Could dosing sodium silicate cause a spike in phosphate?

seahuy

Community Member
View Badges
Joined
Sep 4, 2023
Messages
50
Reaction score
22
Location
Lafayette
Rating - 0%
0   0   0
Hi Randy, i've recently dosed Sodium Silicate as a need to combat dinos on sandbed, i got my bottle from https://a.co/d/84vPqZI, and used your recommended dosage of 1ppm. 93mL per 100gal to get 1ppm (I have a 26gal tank so i just 1/4 .93mL). Im assuming that the 40-42 Baume would be small enough in this case, hopefully.

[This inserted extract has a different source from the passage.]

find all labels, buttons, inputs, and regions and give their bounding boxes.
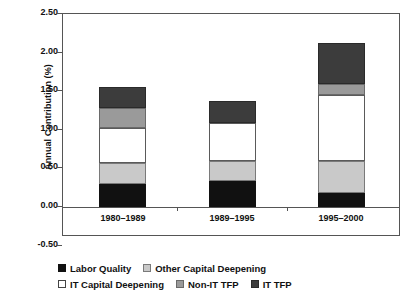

I first made a small stock solution with a 5mL syringe using 1ml of Sodium Silicate with 4ml of RODI, so i would dose 1ml to get close to 1ppm of silica

So i noticed that when creating the stock solution, the solution is clear, but when i dose into my sump, when it enters my tank water it forms some creamy solids, im guessing its the silica? Is this suppose to happen?

And after dosing 3 days ago, today i tested my phosphate(Hanna ULR) and it has shot up significantly(another story but im trying to get my phosphate down slowly) it went from .48 to .63 while it was trending downward.

Another possible cause is a small dose of KCI, cant imagine KCI raising phosphate levels?

I know theres a lot of factors through the turmoil im causing but want to rule out Sodium Silicate possibly causing some reaction to increase phosphate. Thanks Randy.

EDIT
Thanks guys i found this source after further research : https://www.reef2reef.com/threads/high-silica-interference-with-po4-measurement.777022/
 
Last edited:

Randy Holmes-Farley

Reef Chemist
View Badges
Joined
Sep 5, 2014
Messages
72,184
Reaction score
69,838
Location
Massachusetts, United States
Rating - 0%
0   0   0
Thanks! i am using Hanna Phosphate ULR, does this mean my phosphate isn't actually high?

Thanks , found this thread https://www.reef2reef.com/threads/high-silica-interference-with-po4-measurement.777022/

If you only dosed 1 ppm, then by that graph, phosphate will not read high.

It might be contaminated, or coincidence, or a test error not captured by the taricha data ( @taricha).

The cloudiness is likely mostly magnesium hydroxide and is expected from any very high pH additive. It should redissolve as it mixes in.